I'd be interested in hearing about it. From a quick look, it seems like there's a focus on interactively making sense of unstructured data and then cleaning it up? And doing that quickly?
That part sort of overlaps with R, i.e. the "comprehensions" part, although R is pretty weak at parsing and dealing with strings in general. And it's pretty slow for unstructured data, although for structured data it's pretty good with data.table.
Well one way we deal with typical unstructured data is to prevent the unstructuring in the first place.

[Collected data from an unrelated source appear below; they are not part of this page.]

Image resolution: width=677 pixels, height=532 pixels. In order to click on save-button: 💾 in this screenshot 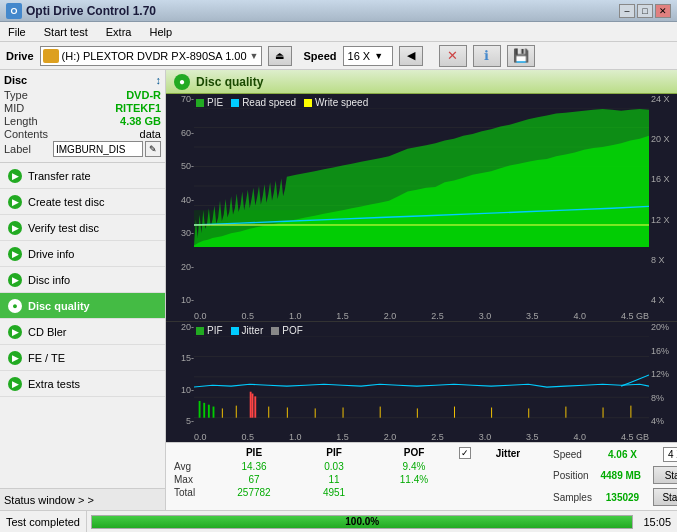, I will do `click(521, 56)`.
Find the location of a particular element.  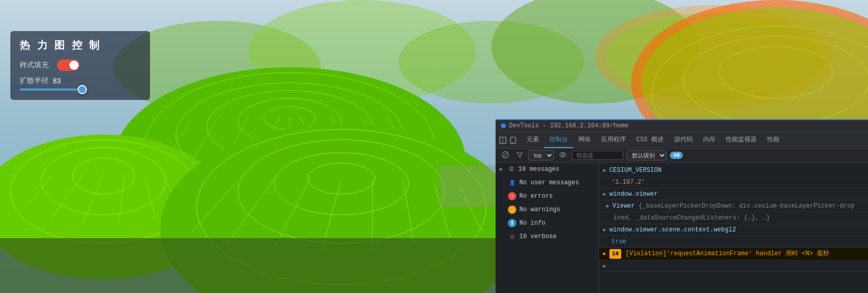

tab-performance-monitor: 性能监视器 is located at coordinates (741, 140).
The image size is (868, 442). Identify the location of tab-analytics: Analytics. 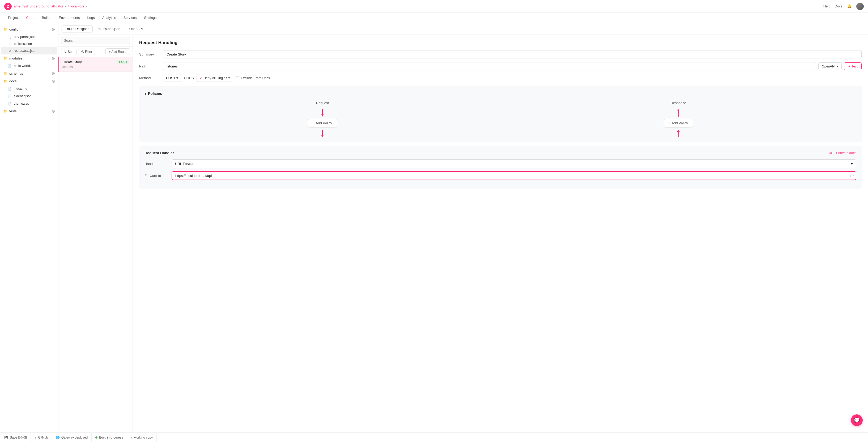
(109, 18).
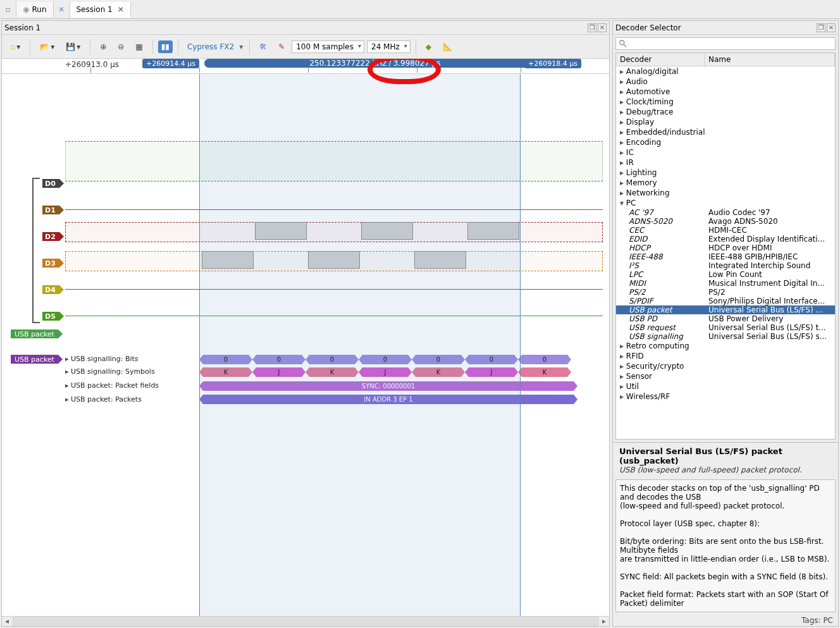 The width and height of the screenshot is (840, 628). Describe the element at coordinates (660, 59) in the screenshot. I see `col-decoder: Decoder` at that location.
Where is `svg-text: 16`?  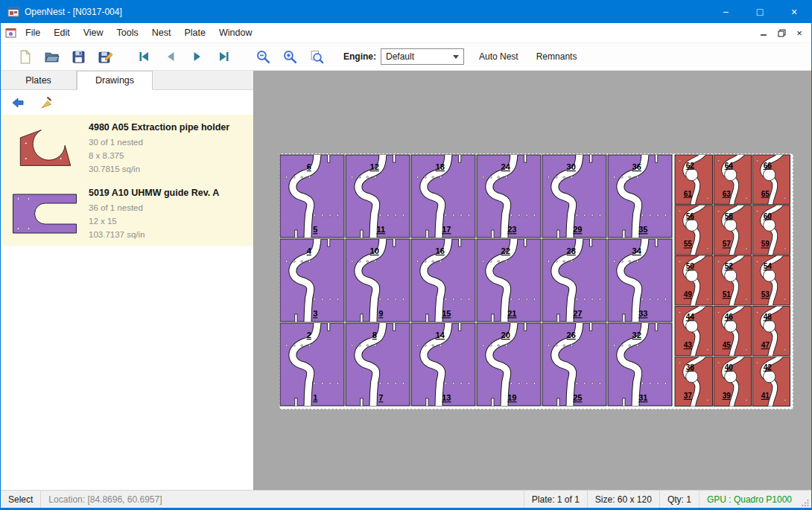 svg-text: 16 is located at coordinates (440, 251).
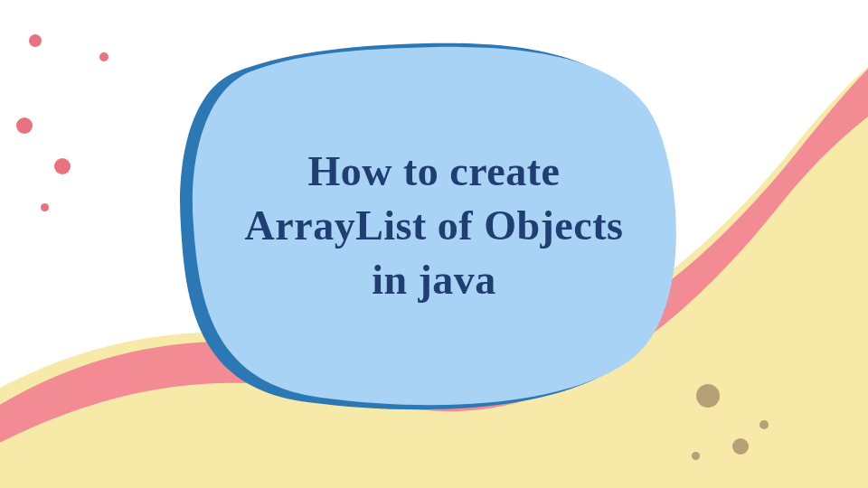 Image resolution: width=868 pixels, height=488 pixels. I want to click on title-line-3: in java, so click(434, 280).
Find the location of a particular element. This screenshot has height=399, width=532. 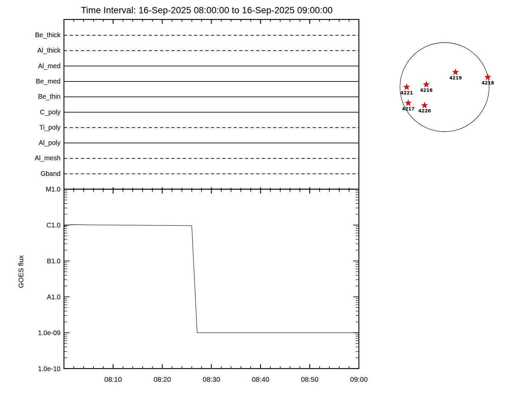

filter-label-c_poly: C_poly is located at coordinates (30, 112).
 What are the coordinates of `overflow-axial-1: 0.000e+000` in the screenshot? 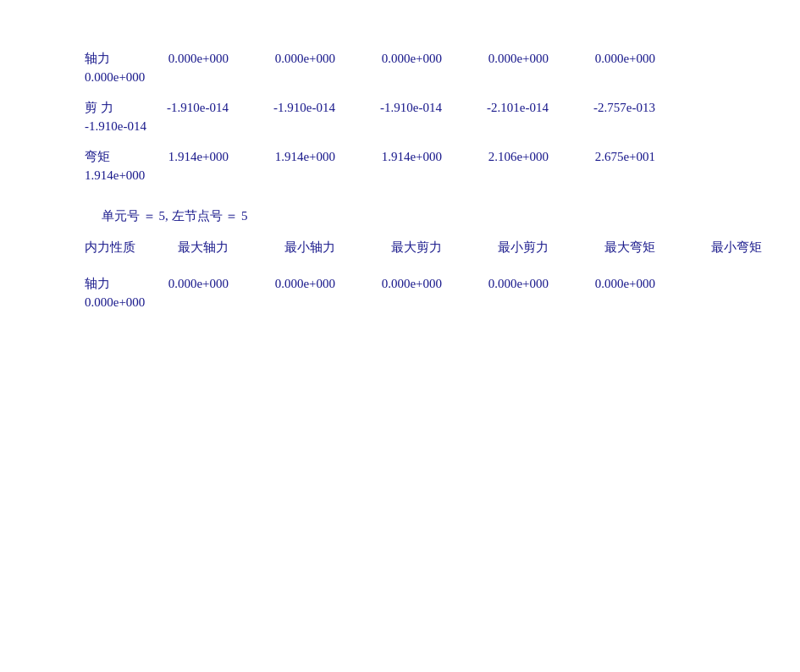 It's located at (400, 78).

The low-latency logging method (for example) uses something like a printf-style interface but stores all of the source data with exactly the types you intended to print -- you can always erase the structure by printing when you want to, but having the structure when you need it is very useful.
What "structure" means and how it works can have a lot of nuance. With hobbes we basically start with algebraic data types (which map to most C-style data structures and so can be shared without conversion with C/C++ code). It's been a while since I looked at R, but IIRC it's a lot like Scheme (e.g. maybe the data sharing/translation story is more complicated?).

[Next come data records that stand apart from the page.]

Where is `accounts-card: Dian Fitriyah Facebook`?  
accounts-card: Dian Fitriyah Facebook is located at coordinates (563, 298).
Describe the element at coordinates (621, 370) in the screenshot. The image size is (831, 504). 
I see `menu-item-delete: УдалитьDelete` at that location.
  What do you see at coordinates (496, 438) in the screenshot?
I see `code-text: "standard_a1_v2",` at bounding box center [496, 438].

We do have some things that are helpful for dealing with unstructured text data, like a built-in LALR parser generator and regex matching (integrated with general pattern matching), but it's not one of the main use-cases we've been focused on.

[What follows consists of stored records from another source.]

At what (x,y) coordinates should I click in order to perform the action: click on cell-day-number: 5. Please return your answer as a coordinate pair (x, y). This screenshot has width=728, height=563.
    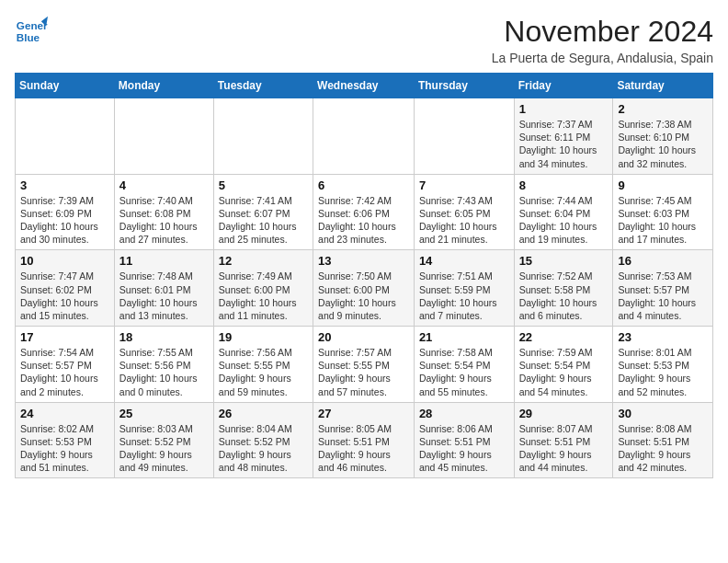
    Looking at the image, I should click on (263, 186).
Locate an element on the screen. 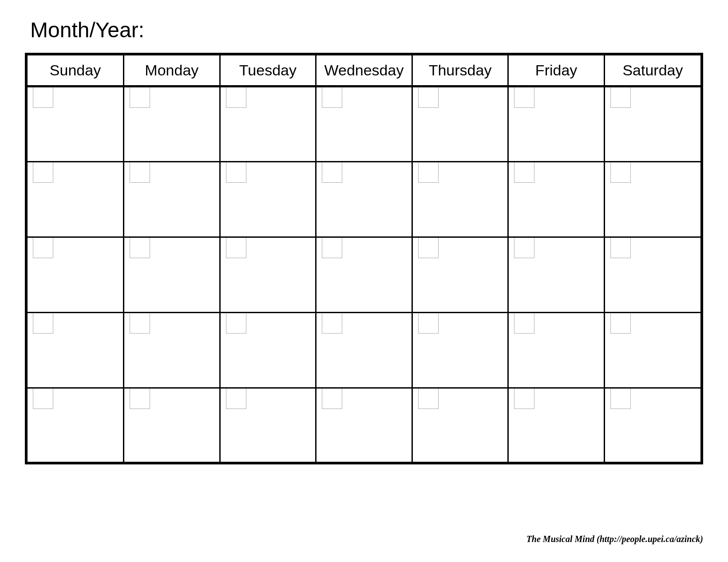 The width and height of the screenshot is (728, 562). day-header: Friday is located at coordinates (557, 71).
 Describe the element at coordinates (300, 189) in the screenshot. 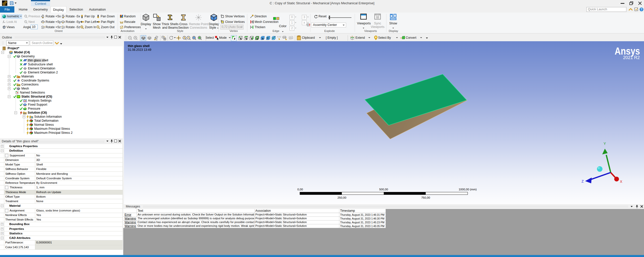

I see `svg-text: 0,00` at that location.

Yeah I read a little more of the site after commenting. At first I thought it was about analytics (hence thinking of R), but it's also about embedding in an application to take action (make trades) as well.
It definitely sounds like an interesting language!
That part sort of overlaps with R, i.e. the "comprehensions" part, although R is pretty weak at parsing and dealing with strings in general. And it's pretty slow for unstructured data, although for structured data it's pretty good with data.table.